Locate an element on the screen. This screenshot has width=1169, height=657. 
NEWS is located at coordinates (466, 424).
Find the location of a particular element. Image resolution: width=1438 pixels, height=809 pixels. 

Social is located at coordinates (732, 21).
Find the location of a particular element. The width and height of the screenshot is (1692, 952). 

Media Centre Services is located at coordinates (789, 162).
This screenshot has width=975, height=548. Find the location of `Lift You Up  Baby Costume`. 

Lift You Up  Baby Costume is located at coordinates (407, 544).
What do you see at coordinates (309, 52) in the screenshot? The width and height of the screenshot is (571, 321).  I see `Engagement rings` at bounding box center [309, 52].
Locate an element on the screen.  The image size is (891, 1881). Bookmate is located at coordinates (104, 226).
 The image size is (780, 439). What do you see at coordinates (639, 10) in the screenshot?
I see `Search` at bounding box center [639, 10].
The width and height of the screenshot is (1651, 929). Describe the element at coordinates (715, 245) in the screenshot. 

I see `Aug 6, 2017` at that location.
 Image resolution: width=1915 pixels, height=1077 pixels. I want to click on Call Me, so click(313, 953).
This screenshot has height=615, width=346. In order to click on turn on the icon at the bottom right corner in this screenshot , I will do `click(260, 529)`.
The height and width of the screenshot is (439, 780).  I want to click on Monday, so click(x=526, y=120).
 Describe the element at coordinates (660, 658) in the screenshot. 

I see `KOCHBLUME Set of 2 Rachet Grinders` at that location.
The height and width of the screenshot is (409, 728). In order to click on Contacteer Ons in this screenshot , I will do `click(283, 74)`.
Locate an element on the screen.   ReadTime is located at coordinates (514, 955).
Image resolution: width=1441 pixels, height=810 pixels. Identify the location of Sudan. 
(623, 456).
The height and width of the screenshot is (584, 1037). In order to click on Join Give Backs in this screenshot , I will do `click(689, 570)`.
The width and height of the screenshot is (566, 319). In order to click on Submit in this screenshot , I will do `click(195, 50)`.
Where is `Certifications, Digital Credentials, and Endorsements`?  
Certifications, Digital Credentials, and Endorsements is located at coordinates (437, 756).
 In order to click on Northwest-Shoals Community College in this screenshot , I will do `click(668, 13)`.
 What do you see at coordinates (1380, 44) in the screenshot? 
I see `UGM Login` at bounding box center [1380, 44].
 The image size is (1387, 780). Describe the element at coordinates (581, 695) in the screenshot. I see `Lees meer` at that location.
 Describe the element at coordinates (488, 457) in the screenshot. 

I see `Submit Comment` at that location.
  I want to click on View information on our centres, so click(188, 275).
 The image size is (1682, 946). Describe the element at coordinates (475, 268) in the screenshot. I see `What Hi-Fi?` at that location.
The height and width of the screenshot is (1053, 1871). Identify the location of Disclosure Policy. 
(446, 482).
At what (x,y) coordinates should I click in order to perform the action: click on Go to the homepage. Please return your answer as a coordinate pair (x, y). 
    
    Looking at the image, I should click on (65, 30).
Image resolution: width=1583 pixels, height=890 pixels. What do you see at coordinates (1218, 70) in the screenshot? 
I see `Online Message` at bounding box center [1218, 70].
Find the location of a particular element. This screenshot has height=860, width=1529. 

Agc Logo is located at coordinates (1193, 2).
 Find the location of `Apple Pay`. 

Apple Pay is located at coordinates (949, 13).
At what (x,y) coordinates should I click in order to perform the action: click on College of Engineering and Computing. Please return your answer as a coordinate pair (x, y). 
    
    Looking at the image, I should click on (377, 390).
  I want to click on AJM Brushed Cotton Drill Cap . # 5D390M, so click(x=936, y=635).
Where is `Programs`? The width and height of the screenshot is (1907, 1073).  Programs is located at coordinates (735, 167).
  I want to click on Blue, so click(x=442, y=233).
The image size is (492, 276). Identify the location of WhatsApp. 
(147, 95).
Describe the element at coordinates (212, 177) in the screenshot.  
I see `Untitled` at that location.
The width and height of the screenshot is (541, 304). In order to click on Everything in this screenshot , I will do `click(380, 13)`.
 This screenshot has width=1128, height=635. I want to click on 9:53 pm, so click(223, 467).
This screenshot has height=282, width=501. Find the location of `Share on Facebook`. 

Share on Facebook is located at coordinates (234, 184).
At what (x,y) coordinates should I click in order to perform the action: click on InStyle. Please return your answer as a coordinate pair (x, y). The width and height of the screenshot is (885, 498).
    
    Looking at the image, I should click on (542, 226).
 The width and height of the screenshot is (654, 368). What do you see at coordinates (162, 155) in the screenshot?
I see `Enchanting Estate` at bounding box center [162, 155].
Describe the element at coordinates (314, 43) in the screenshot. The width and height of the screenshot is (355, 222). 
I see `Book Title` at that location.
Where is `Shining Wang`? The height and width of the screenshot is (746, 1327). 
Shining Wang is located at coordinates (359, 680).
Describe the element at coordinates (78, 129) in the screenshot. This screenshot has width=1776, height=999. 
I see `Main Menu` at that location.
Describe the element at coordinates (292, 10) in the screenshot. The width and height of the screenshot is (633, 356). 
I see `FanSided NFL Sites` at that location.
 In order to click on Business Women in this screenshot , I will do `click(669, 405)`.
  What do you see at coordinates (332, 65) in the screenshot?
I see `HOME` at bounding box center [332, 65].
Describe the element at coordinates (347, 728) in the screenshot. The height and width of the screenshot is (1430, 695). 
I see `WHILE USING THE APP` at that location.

|---|

### Exercise directions
Transcribe every entry exactly.

### Answer below
Locate an element on the screen. This screenshot has width=1169, height=657. 
NEWS is located at coordinates (466, 424).
Find the location of a particular element. Image resolution: width=1438 pixels, height=809 pixels. 

Social is located at coordinates (732, 21).
Find the location of a particular element. The width and height of the screenshot is (1692, 952). 

Media Centre Services is located at coordinates (789, 162).
This screenshot has width=975, height=548. Find the location of `Lift You Up  Baby Costume`. 

Lift You Up  Baby Costume is located at coordinates (407, 544).
What do you see at coordinates (309, 52) in the screenshot? The width and height of the screenshot is (571, 321).  I see `Engagement rings` at bounding box center [309, 52].
Locate an element on the screen.  The image size is (891, 1881). Bookmate is located at coordinates (104, 226).
 The image size is (780, 439). What do you see at coordinates (639, 10) in the screenshot?
I see `Search` at bounding box center [639, 10].
The width and height of the screenshot is (1651, 929). Describe the element at coordinates (715, 245) in the screenshot. 

I see `Aug 6, 2017` at that location.
 Image resolution: width=1915 pixels, height=1077 pixels. I want to click on Call Me, so click(313, 953).
This screenshot has height=615, width=346. In order to click on turn on the icon at the bottom right corner in this screenshot , I will do `click(260, 529)`.
The height and width of the screenshot is (439, 780).  I want to click on Monday, so click(x=526, y=120).
 Describe the element at coordinates (660, 658) in the screenshot. 

I see `KOCHBLUME Set of 2 Rachet Grinders` at that location.
The height and width of the screenshot is (409, 728). In order to click on Contacteer Ons in this screenshot , I will do `click(283, 74)`.
Locate an element on the screen.   ReadTime is located at coordinates (514, 955).
Image resolution: width=1441 pixels, height=810 pixels. Identify the location of Sudan. 
(623, 456).
The height and width of the screenshot is (584, 1037). In order to click on Join Give Backs in this screenshot , I will do `click(689, 570)`.
The width and height of the screenshot is (566, 319). In order to click on Submit in this screenshot , I will do `click(195, 50)`.
Where is `Certifications, Digital Credentials, and Endorsements`?  
Certifications, Digital Credentials, and Endorsements is located at coordinates (437, 756).
 In order to click on Northwest-Shoals Community College in this screenshot , I will do `click(668, 13)`.
 What do you see at coordinates (1380, 44) in the screenshot? 
I see `UGM Login` at bounding box center [1380, 44].
 The image size is (1387, 780). Describe the element at coordinates (581, 695) in the screenshot. I see `Lees meer` at that location.
 Describe the element at coordinates (488, 457) in the screenshot. 

I see `Submit Comment` at that location.
  I want to click on View information on our centres, so click(188, 275).
 The image size is (1682, 946). Describe the element at coordinates (475, 268) in the screenshot. I see `What Hi-Fi?` at that location.
The height and width of the screenshot is (1053, 1871). Identify the location of Disclosure Policy. 
(446, 482).
At what (x,y) coordinates should I click in order to perform the action: click on Go to the homepage. Please return your answer as a coordinate pair (x, y). 
    
    Looking at the image, I should click on (65, 30).
Image resolution: width=1583 pixels, height=890 pixels. What do you see at coordinates (1218, 70) in the screenshot? 
I see `Online Message` at bounding box center [1218, 70].
Find the location of a particular element. This screenshot has height=860, width=1529. 

Agc Logo is located at coordinates (1193, 2).
 Find the location of `Apple Pay`. 

Apple Pay is located at coordinates (949, 13).
At what (x,y) coordinates should I click in order to perform the action: click on College of Engineering and Computing. Please return your answer as a coordinate pair (x, y). 
    
    Looking at the image, I should click on (377, 390).
  I want to click on AJM Brushed Cotton Drill Cap . # 5D390M, so click(x=936, y=635).
Where is `Programs`? The width and height of the screenshot is (1907, 1073).  Programs is located at coordinates (735, 167).
  I want to click on Blue, so click(x=442, y=233).
The image size is (492, 276). Identify the location of WhatsApp. 
(147, 95).
Describe the element at coordinates (212, 177) in the screenshot.  
I see `Untitled` at that location.
The width and height of the screenshot is (541, 304). In order to click on Everything in this screenshot , I will do `click(380, 13)`.
 This screenshot has width=1128, height=635. I want to click on 9:53 pm, so click(223, 467).
This screenshot has height=282, width=501. Find the location of `Share on Facebook`. 

Share on Facebook is located at coordinates (234, 184).
At what (x,y) coordinates should I click in order to perform the action: click on InStyle. Please return your answer as a coordinate pair (x, y). The width and height of the screenshot is (885, 498).
    
    Looking at the image, I should click on (542, 226).
 The width and height of the screenshot is (654, 368). What do you see at coordinates (162, 155) in the screenshot?
I see `Enchanting Estate` at bounding box center [162, 155].
Describe the element at coordinates (314, 43) in the screenshot. The width and height of the screenshot is (355, 222). 
I see `Book Title` at that location.
Where is `Shining Wang`? The height and width of the screenshot is (746, 1327). 
Shining Wang is located at coordinates (359, 680).
Describe the element at coordinates (78, 129) in the screenshot. This screenshot has width=1776, height=999. 
I see `Main Menu` at that location.
Describe the element at coordinates (292, 10) in the screenshot. The width and height of the screenshot is (633, 356). 
I see `FanSided NFL Sites` at that location.
 In order to click on Business Women in this screenshot , I will do `click(669, 405)`.
  What do you see at coordinates (332, 65) in the screenshot?
I see `HOME` at bounding box center [332, 65].
Describe the element at coordinates (347, 728) in the screenshot. The height and width of the screenshot is (1430, 695). 
I see `WHILE USING THE APP` at that location.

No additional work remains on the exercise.